Description and Official Rationale
There is no mention of bonding in the 984 pages of Williams Obstetrics, and only one short paragraph about “rooming-in” (1989:243). Nevertheless, most of the women in my study were handed their babies in the delivery room so that they could experience a short “bonding period,” usually after the babies had been washed, weighed, wrapped, and given their shots and their eye drops, but sometimes immediately after the birth. Bonding became part of normal birth routine in many hospitals due to the combined efforts of La Leche League and other childbirth activists, and to the concerted pleas of two pediatricians, Marshall Klaus and John Kennell. In Parent-Infant Bonding, first published in 1976, Klaus and Kennell point out the existence of a “sensitive period” immediately after birth during which maternal-infant attachment seems to occur much more readily than if mother and child are separated after the birth, as used to be standard hospital practice: “We believe that there is strong evidence that at least 30-60 minutes of early contact in privacy should be provided for every parent and infant to enhance the bonding experience” (Klaus and Kennell 1982:56).
Physiological Effects
Some researchers believe that there are no physiological effects of early bonding, that it is in fact a “scientific fiction” (Eyer 1992). On the other hand, proponents of bonding suggest that the physiological benefits of early “bonding” may be numerous.
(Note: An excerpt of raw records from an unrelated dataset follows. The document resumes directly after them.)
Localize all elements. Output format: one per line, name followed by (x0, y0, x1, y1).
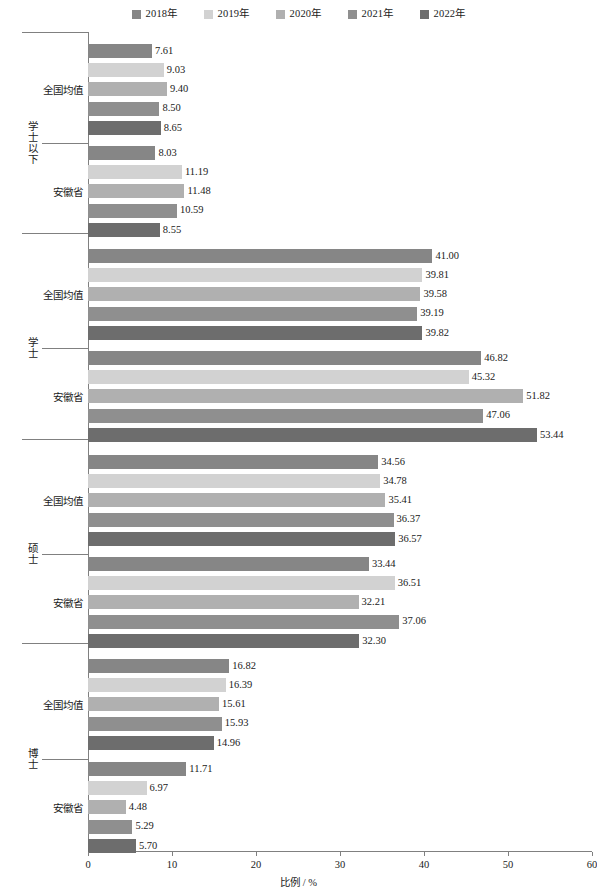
outer-axis-tick (42, 554, 88, 555)
bar[interactable] (88, 287, 420, 301)
inner-category-label: 安徽省 (53, 804, 83, 815)
bar[interactable] (88, 800, 126, 814)
bar[interactable] (88, 493, 385, 507)
bar[interactable] (88, 389, 523, 403)
bar-row: 47.06 (88, 409, 592, 423)
bar[interactable] (88, 762, 186, 776)
bar[interactable] (88, 121, 161, 135)
bar[interactable] (88, 820, 132, 834)
bar-value-label: 36.51 (398, 578, 422, 589)
bar[interactable] (88, 576, 395, 590)
legend-item-4[interactable]: 2021年 (348, 9, 394, 20)
bar[interactable] (88, 146, 155, 160)
legend-swatch-icon (276, 10, 285, 19)
bar[interactable] (88, 557, 369, 571)
bar-value-label: 51.82 (526, 391, 550, 402)
bar-value-label: 39.19 (420, 308, 444, 319)
bar-value-label: 34.56 (381, 457, 405, 468)
bar[interactable] (88, 474, 380, 488)
bar-value-label: 39.81 (425, 270, 449, 281)
bar[interactable] (88, 781, 147, 795)
bar-row: 8.03 (88, 146, 592, 160)
bar-value-label: 7.61 (155, 46, 173, 57)
bar[interactable] (88, 223, 160, 237)
bar[interactable] (88, 717, 222, 731)
bar[interactable] (88, 513, 394, 527)
bar-value-label: 9.40 (170, 84, 188, 95)
bar-row: 11.48 (88, 184, 592, 198)
bar[interactable] (88, 184, 184, 198)
bar[interactable] (88, 532, 395, 546)
inner-category-label: 全国均值 (43, 86, 83, 97)
bar-group: 46.8245.3251.8247.0653.44 (88, 351, 592, 447)
outer-group-separator (22, 643, 88, 644)
x-axis-tick-label: 50 (503, 860, 514, 871)
bar[interactable] (88, 63, 164, 77)
bar-row: 8.65 (88, 121, 592, 135)
bar[interactable] (88, 678, 226, 692)
bar[interactable] (88, 697, 219, 711)
bar-value-label: 11.19 (185, 167, 208, 178)
bar[interactable] (88, 455, 378, 469)
bar[interactable] (88, 326, 422, 340)
legend-item-label: 2018年 (146, 9, 178, 20)
x-axis-tick-label: 40 (419, 860, 430, 871)
outer-group-separator (22, 233, 88, 234)
x-axis-tick-label: 0 (85, 860, 90, 871)
bar[interactable] (88, 615, 399, 629)
bar[interactable] (88, 634, 359, 648)
legend-swatch-icon (132, 10, 141, 19)
legend-item-1[interactable]: 2018年 (132, 9, 178, 20)
bar-value-label: 8.50 (162, 103, 180, 114)
bar-row: 32.21 (88, 595, 592, 609)
legend-item-5[interactable]: 2022年 (420, 9, 466, 20)
bar[interactable] (88, 595, 359, 609)
bar[interactable] (88, 307, 417, 321)
bar-row: 35.41 (88, 493, 592, 507)
bar-row: 5.70 (88, 839, 592, 853)
legend-item-label: 2022年 (434, 9, 466, 20)
legend-item-3[interactable]: 2020年 (276, 9, 322, 20)
bar-row: 45.32 (88, 370, 592, 384)
bar[interactable] (88, 249, 432, 263)
outer-category-label: 学士以下 (26, 121, 37, 165)
bar[interactable] (88, 839, 136, 853)
x-axis-tick (172, 852, 173, 856)
bar[interactable] (88, 204, 177, 218)
bar[interactable] (88, 351, 481, 365)
bar-value-label: 11.48 (187, 186, 210, 197)
legend-item-label: 2020年 (290, 9, 322, 20)
bar-value-label: 36.37 (397, 514, 421, 525)
inner-category-label: 安徽省 (53, 188, 83, 199)
outer-category-label: 博士 (26, 748, 37, 770)
bar-value-label: 8.65 (164, 123, 182, 134)
bar[interactable] (88, 659, 229, 673)
bar[interactable] (88, 409, 483, 423)
bar-value-label: 6.97 (150, 783, 168, 794)
bar-value-label: 32.30 (362, 636, 386, 647)
outer-axis-rail (22, 32, 23, 853)
bar[interactable] (88, 268, 422, 282)
x-axis-tick-label: 10 (167, 860, 178, 871)
bar[interactable] (88, 370, 469, 384)
x-axis-tick (592, 852, 593, 856)
bar-row: 16.82 (88, 659, 592, 673)
bar-row: 8.50 (88, 102, 592, 116)
bar[interactable] (88, 736, 214, 750)
bar-row: 39.82 (88, 326, 592, 340)
outer-category-label: 学士 (26, 337, 37, 359)
bar-row: 16.39 (88, 678, 592, 692)
bar-row: 39.19 (88, 307, 592, 321)
bar[interactable] (88, 428, 537, 442)
bar-row: 32.30 (88, 634, 592, 648)
bar-row: 15.93 (88, 717, 592, 731)
bar-row: 5.29 (88, 820, 592, 834)
y-axis-top-cap (22, 32, 88, 33)
bar[interactable] (88, 44, 152, 58)
legend-item-label: 2021年 (362, 9, 394, 20)
legend-item-2[interactable]: 2019年 (204, 9, 250, 20)
bar[interactable] (88, 82, 167, 96)
bar[interactable] (88, 102, 159, 116)
bar[interactable] (88, 165, 182, 179)
x-axis-tick-label: 30 (335, 860, 346, 871)
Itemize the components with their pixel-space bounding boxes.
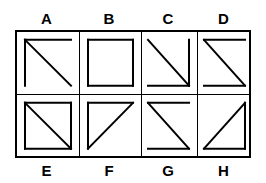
cell-label-f: F (78, 159, 140, 181)
shape-cell-c[interactable] (142, 32, 198, 94)
cell-label-b: B (78, 7, 140, 29)
shape-cell-e[interactable] (17, 95, 80, 157)
shape-cell-b[interactable] (80, 32, 142, 94)
figure-canvas: A B C D (0, 0, 266, 183)
shape-grid-row-top (17, 32, 249, 95)
shape-grid-row-bottom (17, 95, 249, 157)
cell-label-g: G (140, 159, 196, 181)
top-label-row: A B C D (15, 7, 251, 29)
cell-label-c: C (140, 7, 196, 29)
shape-f-icon (80, 95, 141, 157)
shape-c-icon (142, 32, 197, 94)
cell-label-a: A (15, 7, 78, 29)
shape-cell-f[interactable] (80, 95, 142, 157)
shape-cell-h[interactable] (198, 95, 253, 157)
cell-label-d: D (196, 7, 251, 29)
shape-cell-d[interactable] (198, 32, 253, 94)
cell-label-e: E (15, 159, 78, 181)
shape-a-icon (17, 32, 79, 94)
shape-cell-g[interactable] (142, 95, 198, 157)
shape-h-icon (198, 95, 253, 157)
shape-g-icon (142, 95, 197, 157)
bottom-label-row: E F G H (15, 159, 251, 181)
shape-cell-a[interactable] (17, 32, 80, 94)
shape-b-icon (80, 32, 141, 94)
shape-e-icon (17, 95, 79, 157)
shape-d-icon (198, 32, 253, 94)
cell-label-h: H (196, 159, 251, 181)
shape-grid (15, 30, 251, 158)
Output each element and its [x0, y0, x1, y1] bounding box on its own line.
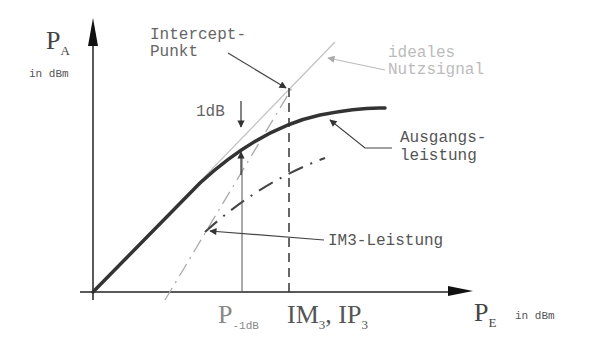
y-axis	[88, 18, 98, 300]
intercept-label-line1: Intercept-	[150, 27, 246, 43]
x-axis	[80, 286, 473, 296]
im3-curve	[205, 158, 325, 232]
im3-label: IM3-Leistung	[328, 233, 443, 249]
intercept-label-line2: Punkt	[150, 44, 198, 60]
im3-symbol: IM	[287, 300, 319, 329]
im3-subscript: 3	[319, 317, 326, 332]
p1db-subscript: -1dB	[232, 320, 258, 332]
y-axis-symbol: PA	[46, 28, 70, 54]
p1db-symbol: P	[218, 300, 232, 329]
ideal-signal-label-line2: Nutzsignal	[388, 62, 484, 78]
ip3-symbol: IP	[338, 300, 361, 329]
x-axis-unit: in dBm	[515, 311, 555, 322]
im3-ip3-tick-label: IM3, IP3	[287, 302, 368, 328]
ideal-signal-arrow-icon	[328, 58, 385, 70]
one-db-label: 1dB	[196, 104, 225, 120]
im3-arrow-icon	[210, 231, 324, 240]
x-axis-symbol: PE	[474, 300, 496, 326]
y-axis-subscript: A	[60, 43, 69, 58]
output-label-line1: Ausgangs-	[400, 130, 486, 146]
p1db-tick-label: P-1dB	[218, 302, 259, 328]
y-axis-unit: in dBm	[29, 69, 69, 80]
output-power-curve	[93, 108, 385, 292]
y-axis-symbol-text: P	[46, 26, 60, 55]
ideal-signal-label-line1: ideales	[388, 45, 455, 61]
x-axis-symbol-text: P	[474, 298, 488, 327]
output-label-line2: leistung	[400, 148, 477, 164]
output-arrow-icon	[330, 120, 392, 148]
ip3-subscript: 3	[361, 317, 368, 332]
im3-extrapolation-line	[165, 88, 292, 300]
tick-separator: ,	[325, 300, 332, 329]
intercept-arrow-icon	[228, 53, 286, 88]
diagram-canvas	[0, 0, 600, 344]
x-axis-subscript: E	[488, 315, 496, 330]
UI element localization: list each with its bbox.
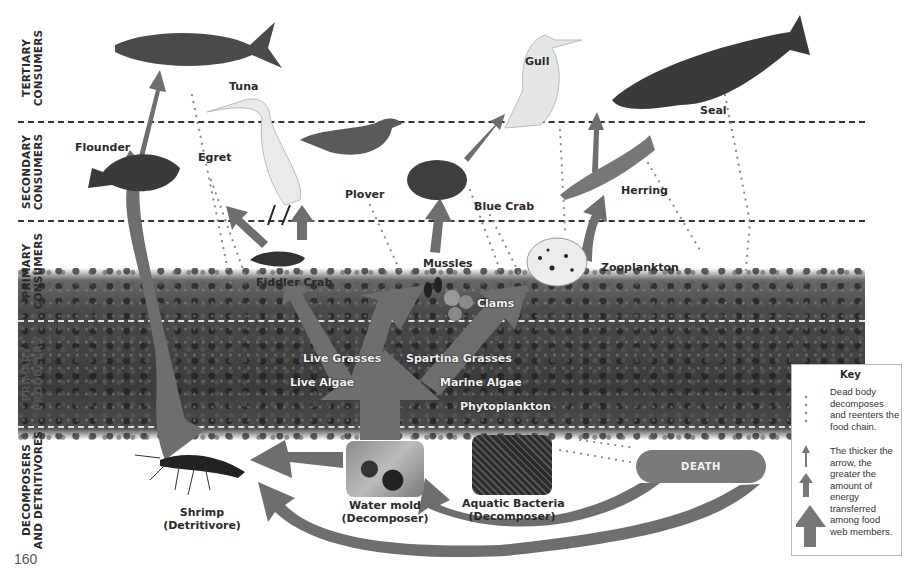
- label-water-mold: Water mold (Decomposer): [340, 499, 430, 525]
- page-number: 160: [14, 551, 37, 567]
- arrow-mussles-to-bluecrab: [425, 198, 452, 253]
- clams-icon: [444, 290, 460, 306]
- label-aquatic-bacteria: Aquatic Bacteria (Decomposer): [462, 497, 562, 523]
- label-fiddler-crab: Fiddler Crab: [256, 276, 332, 289]
- label-phytoplankton: Phytoplankton: [460, 400, 551, 413]
- label-spartina-grasses: Spartina Grasses: [406, 352, 512, 365]
- label-flounder: Flounder: [75, 141, 130, 154]
- aquatic-bacteria-name: Aquatic Bacteria: [462, 497, 562, 510]
- thin-arrow-icon: [802, 445, 810, 467]
- shrimp-icon: [160, 455, 245, 478]
- arrow-shrimp-to-flounder: [112, 150, 205, 460]
- arrow-bluecrab-to-gull: [464, 114, 505, 162]
- label-gull: Gull: [525, 55, 549, 68]
- water-mold-role: (Decomposer): [340, 512, 430, 525]
- label-plover: Plover: [345, 188, 384, 201]
- mussles-icon: [424, 282, 432, 298]
- label-shrimp: Shrimp (Detritivore): [162, 506, 242, 532]
- fiddler-crab-icon: [250, 251, 305, 266]
- organism-shapes: [88, 15, 810, 495]
- gull-icon: [505, 35, 582, 128]
- seal-icon: [612, 15, 810, 109]
- label-clams: Clams: [477, 297, 514, 310]
- egret-legs-icon: [268, 205, 290, 225]
- label-zooplankton: Zooplankton: [601, 261, 679, 274]
- key-symbols: [796, 369, 826, 554]
- blue-crab-icon: [407, 160, 467, 200]
- death-node: DEATH: [636, 450, 766, 483]
- arrow-watermold-to-shrimp: [250, 440, 343, 478]
- label-live-grasses: Live Grasses: [303, 352, 381, 365]
- aquatic-bacteria-image: [472, 435, 552, 495]
- key-arrow-description: The thicker the arrow, the greater the a…: [830, 445, 900, 537]
- label-blue-crab: Blue Crab: [474, 200, 534, 213]
- zooplankton-icon: [527, 238, 587, 286]
- flounder-icon: [88, 154, 180, 191]
- medium-arrow-icon: [799, 473, 813, 497]
- shrimp-name: Shrimp: [162, 506, 242, 519]
- plover-icon: [300, 118, 402, 154]
- tuna-icon: [115, 22, 282, 68]
- arrow-fiddler-to-egret: [226, 206, 268, 248]
- water-mold-image: [346, 441, 424, 497]
- thick-arrow-icon: [796, 505, 826, 547]
- water-mold-name: Water mold: [340, 499, 430, 512]
- key-title: Key: [840, 369, 861, 380]
- label-herring: Herring: [621, 184, 668, 197]
- arrow-herring-to-seal: [588, 112, 604, 172]
- label-tuna: Tuna: [229, 80, 258, 93]
- label-marine-algae: Marine Algae: [440, 376, 522, 389]
- dotted-line-symbol-icon: [805, 396, 808, 423]
- aquatic-bacteria-role: (Decomposer): [462, 510, 562, 523]
- label-live-algae: Live Algae: [290, 376, 354, 389]
- label-seal: Seal: [700, 104, 727, 117]
- key-dotted-description: Dead body decomposes and reenters the fo…: [830, 386, 900, 432]
- shrimp-role: (Detritivore): [162, 519, 242, 532]
- legend-key: Key Dead body decomposes and reenters th…: [791, 364, 902, 556]
- label-egret: Egret: [198, 151, 232, 164]
- arrow-flounder-to-tuna: [138, 70, 166, 161]
- food-web-graphics: [0, 0, 907, 571]
- arrow-fiddler-to-plover: [290, 205, 314, 240]
- label-mussles: Mussles: [423, 257, 473, 270]
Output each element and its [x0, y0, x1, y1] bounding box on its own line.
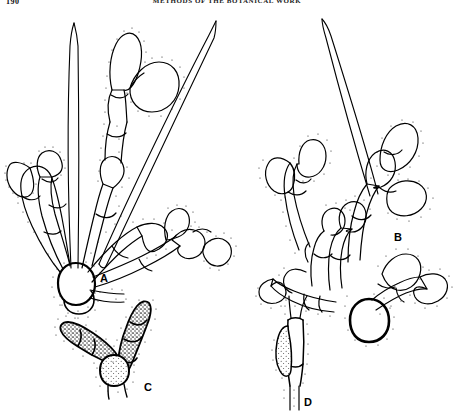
figure-label-a: A [100, 273, 108, 284]
running-head-title: METHODS OF THE BOTANICAL WORK [0, 0, 454, 5]
illustration-plate: 190 METHODS OF THE BOTANICAL WORK [0, 0, 454, 418]
running-head: 190 METHODS OF THE BOTANICAL WORK [0, 0, 454, 9]
figure-label-d: D [304, 397, 312, 408]
line-drawing-canvas [0, 0, 454, 418]
paper-background [0, 0, 454, 418]
figure-label-b: B [394, 232, 402, 243]
figure-c-basal-cell [100, 355, 129, 386]
figure-label-c: C [144, 382, 152, 393]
These potential benefits are eloquently summarized by Wenda Trevathan, who provides an exhaustive analysis of bonding research in Human Birth: An Evolutionary Perspective (1987:193-220):
Touching and massaging the infant stimulates breathing, provides warmth, and serves to rub the fatty vernix caseosa into the skin, which may prevent dehydration. If she holds it over her heart, on the left side of her body, the mother may be quieting the infant with the rhythmic beat that was an important part of its intrauterine environment. Holding it on the left may also facilitate eye contact, in that most infants prefer to turn their heads and look to the right….The infant may lick, nuzzle, or even suckle the mother’s breast in the immediate postpartum period. Nipple contact stimulates release of oxytocin into her bloodstream, which results in uterine contractions, expulsion of the placenta, and inhibition of postpartum bleeding. The colostrum that the infant ingests provides immunological protection and is the only natural source of Vitamin K, a substance essential for normal clotting of blood, necessary, for example, for preventing hemorrhage at the site of the umbilical cord. In addition, this early suckling may enhance later breastfeeding success.
Other benefits may possibly include growth of healthy maternal bacteria in the infant’s system, instead of the hospital bacteria she would have absorbed in the nursery (where strep and other bacterial epidemics are frequent occurrences), and “entrainment” of the bodily rhythms of mother and baby:
Detailed studies (Condon and Sander 1974) of the amazing behavioral capacities of the normal neonate have shown that the infant sees, hears and moves in rhythm to his mother’s voice in the first minutes and hours of life, resulting in a beautiful linking of the reactions of the two and a synchronized “dance” between the mother and the infant (Klaus and Kennell 1982:63).
Klaus and Kennell also stress that fathers who were observed interacting with their newborn infants went through the same sort of exploratory and synchronizing process as the mothers. Benefits to the infant of early bonding with parents involve taking advantage of the “quiet-alert state,” relatively rare in the first few days of life, which most normal newborns remain in for about 43 minutes immediately after birth, and in which rapid learning takes place. (Marshall Klaus postulates an evolutionary advantage to mothers and babies utilizing this period to get to know each other immediately after birth [personal communication], as does Trevathan [1987: 214-235].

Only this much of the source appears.